Single noise complaint silences 137-year-old tradition
by KATHERINE LAWTON · Mail OnlineA council has ended the 137-year tradition of chiming its clocktower every 15 minutes after a single noise complaint from a nearby resident.
The bells of Birkenhead Town Hall now toll on the hour only - rather than every 15 minutes - after the fed-up local man made an official noise complaint to Wirral Council.
The times were then changed after the environmental health officer also found the sounds a 'statutory noise nuisance', the council confirmed.
But local heritage campaigner Philip Barton said many residents cherished the regular chime and 'live their lives by them'.
Birkenhead Town Hall was built in 1887, designed by local architect Charles Ellison in 1882 and constructed using Scottish granite and sandstone from the now filled in local quarry at Storeton, on the Wirral.
The building consists of a council chamber and offices, with a concert hall and function rooms known as the Assembly Rooms.
The clock tower is 200ft tall with four faces but after a fire in 1901, the upper part was rebuilt to a design by Henry Hartley.
The Town Hall still retains some civic service, such as the municipal registration centre for births, marriages and deaths and as a venue for local and national elections.
On September 9, 2022 - the day after the death of Queen Elizabeth II - the bells bonged 96 times at 12 noon to mark the 96 years of the late monarch's life.
But the council claims a resident who lived nearby complained about the volume and frequency of the quarter-hourly tolling of the bells, prompting a noise investigation.
An officer went to their home and measured the noise, finding the chiming to have breached limits capable of being classed as a nuisance.
A council spokeswoman said a 'compromise' was reached to move to hourly chimes while the authority considered other options.
Mr Barton said: 'We've all got clocks and watches and phones to tell the time, but the chimes are a little bit more than that.'
The campaigner said he understood the council had to comply with its own noise rules, but added 'as far as I'm aware, it's the first complaint in 137 years', adding that it was a 'great shame' the bells would not be heard as often.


■ PROBLEM REQUIREMENTS
Lines containing the word "tenths" are to be copied from the data below.

[Extracts from a graphics dataset]
---------------

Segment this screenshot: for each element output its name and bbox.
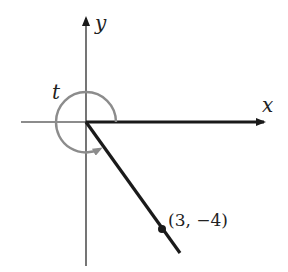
angle-diagram: y x t (3, −4) bbox=[0, 0, 288, 272]
point-label: (3, −4) bbox=[168, 210, 228, 230]
x-axis-label: x bbox=[262, 93, 273, 117]
terminal-side-ray bbox=[86, 122, 180, 253]
angle-label: t bbox=[52, 80, 61, 104]
point-marker bbox=[158, 225, 166, 233]
y-axis-label: y bbox=[94, 11, 107, 35]
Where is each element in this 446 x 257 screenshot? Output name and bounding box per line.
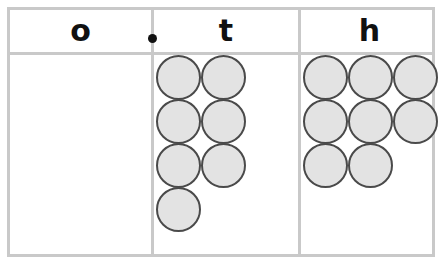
counter-row (156, 143, 298, 188)
counter-row (156, 99, 298, 144)
circle-counter-icon (201, 55, 246, 100)
circle-counter-icon (348, 55, 393, 100)
counter-row (303, 99, 438, 144)
circle-counter-icon (393, 99, 438, 144)
circle-counter-icon (156, 187, 201, 232)
counter-row (303, 143, 438, 188)
circle-counter-icon (201, 143, 246, 188)
column-header-ones: o (10, 10, 151, 55)
counter-row (156, 187, 298, 232)
circle-counter-icon (156, 99, 201, 144)
counter-row (303, 55, 438, 100)
column-body-tenths (154, 55, 298, 232)
circle-counter-icon (156, 55, 201, 100)
circle-counter-icon (303, 99, 348, 144)
circle-counter-icon (303, 55, 348, 100)
decimal-point-icon (148, 34, 157, 43)
counter-row (156, 55, 298, 100)
circle-counter-icon (393, 55, 438, 100)
circle-counter-icon (348, 99, 393, 144)
place-value-table: o t h (7, 7, 435, 257)
column-header-hundredths: h (301, 10, 438, 55)
circle-counter-icon (201, 99, 246, 144)
circle-counter-icon (156, 143, 201, 188)
circle-counter-icon (348, 143, 393, 188)
circle-counter-icon (303, 143, 348, 188)
column-header-tenths: t (154, 10, 298, 55)
column-body-hundredths (301, 55, 438, 188)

---------------

■ RESULT FOR THIS TASK
column-body-tenths (154, 55, 298, 232)
column-header-tenths: t (154, 10, 298, 55)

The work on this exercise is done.